How come there's no photos of the before/after? That would be much more useful than the condescension. They treat the reader like they've already whined with the least reasonable complaint. But they don't even bother to make their case properly, just point fingers at who else has done it, as if that's reason enough.
Wikipedia is NOT a good comparison. Their banners are obtrusive, obnoxious and the reason I stopped my $1/mo donation more than a decade ago. Well more specifically the begging/crying prompted me to look into their finances and spending and it turns out they were pretty irresponsible at least then. Lots of highly paid "administrators," software devs working on poorly thought out systems. Lots of interfering with volunteer contributions.
2. There is a lot of backlash from people afraid to learn new things;
3. Even in IT departments, people who are used to administering MS networks will fight against it;
4. Does LibreOffice have a marketing department?
I wholeheartedly agree that governments should not only use Linux/LibreOffice in their bureaucracies, but that they should also finance and promote it, especially in peripheral economies.
Being angry is easy and fun, and writing angry, misleading articles gets ad views.
LibreOffice has been an alternative to MS Office for a very long time. Including when Office was quite expensive at its cheapest. I can imagine there has been plenty of anti-libreOffice seeds planted in that time that are still bearing fruit.
Many of the threads here are shameful and ignorant.

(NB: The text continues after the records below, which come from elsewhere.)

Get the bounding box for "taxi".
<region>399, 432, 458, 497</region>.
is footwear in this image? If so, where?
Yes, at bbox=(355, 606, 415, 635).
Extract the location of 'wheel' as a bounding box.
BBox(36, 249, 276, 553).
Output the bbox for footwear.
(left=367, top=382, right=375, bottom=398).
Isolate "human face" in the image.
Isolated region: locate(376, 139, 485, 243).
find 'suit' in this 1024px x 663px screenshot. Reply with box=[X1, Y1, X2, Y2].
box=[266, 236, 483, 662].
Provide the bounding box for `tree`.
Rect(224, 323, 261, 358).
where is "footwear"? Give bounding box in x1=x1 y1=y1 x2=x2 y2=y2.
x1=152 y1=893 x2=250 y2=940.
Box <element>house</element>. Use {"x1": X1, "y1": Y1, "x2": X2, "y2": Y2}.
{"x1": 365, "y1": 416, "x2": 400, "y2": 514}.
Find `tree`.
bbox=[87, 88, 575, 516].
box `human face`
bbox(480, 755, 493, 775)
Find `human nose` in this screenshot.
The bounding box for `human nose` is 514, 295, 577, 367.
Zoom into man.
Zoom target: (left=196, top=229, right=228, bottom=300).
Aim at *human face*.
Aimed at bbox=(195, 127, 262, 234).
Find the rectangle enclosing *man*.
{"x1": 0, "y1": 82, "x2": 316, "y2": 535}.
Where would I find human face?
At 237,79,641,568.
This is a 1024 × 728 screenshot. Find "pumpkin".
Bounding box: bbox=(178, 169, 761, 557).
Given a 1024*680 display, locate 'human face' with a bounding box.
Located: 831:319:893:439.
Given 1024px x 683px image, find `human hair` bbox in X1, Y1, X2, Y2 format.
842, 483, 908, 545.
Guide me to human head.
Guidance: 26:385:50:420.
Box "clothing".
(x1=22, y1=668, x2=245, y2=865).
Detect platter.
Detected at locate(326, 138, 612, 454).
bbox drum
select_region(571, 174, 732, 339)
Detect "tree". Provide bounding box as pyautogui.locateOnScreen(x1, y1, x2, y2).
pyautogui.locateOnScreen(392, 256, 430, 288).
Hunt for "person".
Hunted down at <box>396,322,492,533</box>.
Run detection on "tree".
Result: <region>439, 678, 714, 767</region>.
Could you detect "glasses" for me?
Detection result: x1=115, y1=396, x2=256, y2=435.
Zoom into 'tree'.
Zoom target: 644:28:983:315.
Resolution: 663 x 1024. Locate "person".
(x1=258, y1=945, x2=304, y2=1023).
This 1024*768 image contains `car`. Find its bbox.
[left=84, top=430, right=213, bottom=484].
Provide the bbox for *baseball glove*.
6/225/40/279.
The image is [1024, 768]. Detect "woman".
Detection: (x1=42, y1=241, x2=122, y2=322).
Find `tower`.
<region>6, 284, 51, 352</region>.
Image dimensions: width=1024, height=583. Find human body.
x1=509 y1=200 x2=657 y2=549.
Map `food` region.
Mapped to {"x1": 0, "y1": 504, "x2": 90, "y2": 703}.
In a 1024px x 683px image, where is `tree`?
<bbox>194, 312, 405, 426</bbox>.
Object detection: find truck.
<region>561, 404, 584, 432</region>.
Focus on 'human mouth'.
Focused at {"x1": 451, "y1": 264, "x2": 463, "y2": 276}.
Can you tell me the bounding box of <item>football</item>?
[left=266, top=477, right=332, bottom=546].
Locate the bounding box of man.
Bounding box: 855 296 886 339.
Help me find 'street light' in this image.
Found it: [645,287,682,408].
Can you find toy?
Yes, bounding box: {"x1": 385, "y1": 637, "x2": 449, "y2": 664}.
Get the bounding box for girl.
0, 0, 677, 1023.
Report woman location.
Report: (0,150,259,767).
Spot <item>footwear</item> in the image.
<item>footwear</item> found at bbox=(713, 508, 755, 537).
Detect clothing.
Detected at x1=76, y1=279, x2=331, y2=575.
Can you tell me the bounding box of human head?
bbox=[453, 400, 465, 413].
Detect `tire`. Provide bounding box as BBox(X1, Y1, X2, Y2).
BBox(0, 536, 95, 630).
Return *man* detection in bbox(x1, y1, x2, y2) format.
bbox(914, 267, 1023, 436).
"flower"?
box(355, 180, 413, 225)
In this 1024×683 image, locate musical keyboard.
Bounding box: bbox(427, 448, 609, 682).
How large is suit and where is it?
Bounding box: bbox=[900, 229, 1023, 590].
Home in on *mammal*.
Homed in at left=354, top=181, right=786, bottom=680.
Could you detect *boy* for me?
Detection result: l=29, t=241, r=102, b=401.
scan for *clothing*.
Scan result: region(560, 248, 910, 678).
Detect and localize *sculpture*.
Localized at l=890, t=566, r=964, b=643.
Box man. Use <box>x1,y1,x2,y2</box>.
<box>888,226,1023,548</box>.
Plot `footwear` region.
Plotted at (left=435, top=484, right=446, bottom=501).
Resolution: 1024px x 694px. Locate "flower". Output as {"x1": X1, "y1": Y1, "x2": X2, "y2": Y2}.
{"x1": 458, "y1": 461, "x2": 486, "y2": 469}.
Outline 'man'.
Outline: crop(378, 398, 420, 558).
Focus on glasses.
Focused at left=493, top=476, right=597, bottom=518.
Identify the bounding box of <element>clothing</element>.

You know when users gang up on Freemium companies that monetize with ads? Acting like ads are the evil of the world, it's just because they want free stuff and don't want to 'pay' with ads.
This is an even more extreme example, they want free stuff and they become entitled to it, it's very common in Open Source, there's this very famous GitHub issue that goes something like "I don't want source code, give me an executable don't bother me with linux stuff..."
User demands are infinite, the more you provide, the more they will complain to you, because you are the ones that solve issues.
There are plenty of people that want to contribute in a open source project not because of the users but simply for their own need or because they believe in the project.
a very significant reason for useing linux is to avoid any and all distraction. Popups are a deal breaker, and a very very clear indication of the transition into just another part of the advertainment industrial complex.
you need money?, then help us become successful enough to pay the debt we feel.
poke me in the eye?
FUCK OFF
And being made by Russians and used by Russian government.
To me, the start page is mostly just a giant "open" dialog, with huge buttons and not much functionality to it, there is more than enough space for a fundraiser.
I don't even use it that much. When I want to open a file, I click on it in the file manager. When I want to create a new file, I launch the appropriate program (ex: LibreOffice Writer), which defaults to a blank document.
If that's the way they react to negative user feedback, they deserve more of it. Even Microsoft sometimes caves in if enough people complain - recall is now optional and I believe opt-in; there's noises about maybe not sticking AI in everything and letting you turn it off in future versions.
I think you just proved their point for them.
It's perfectly fair game to call it overreactions, and even in this thread, no one seems to be disputing that that's what they are, the main concern is the analogy to Wiki's fundraising practices is an example of normal.
Life as an open source developer is often nasty, brutal, and in some cases short if they get pushed out of the game by hostile users who make it feel like a thankless task. They've been trying to sound the alarm on this, and I for one want to be part of what makes these developers thankful for the communities they have rather than frustrated.
I know sometimes I suffer from "someone is wrong on the internet" syndrome, and I try and proactively balance out that part of my personality with lots of upvotes on good things (like the people in this thread noting that they donate to the project), and by being supportive of developers and people sharing their hobby projects.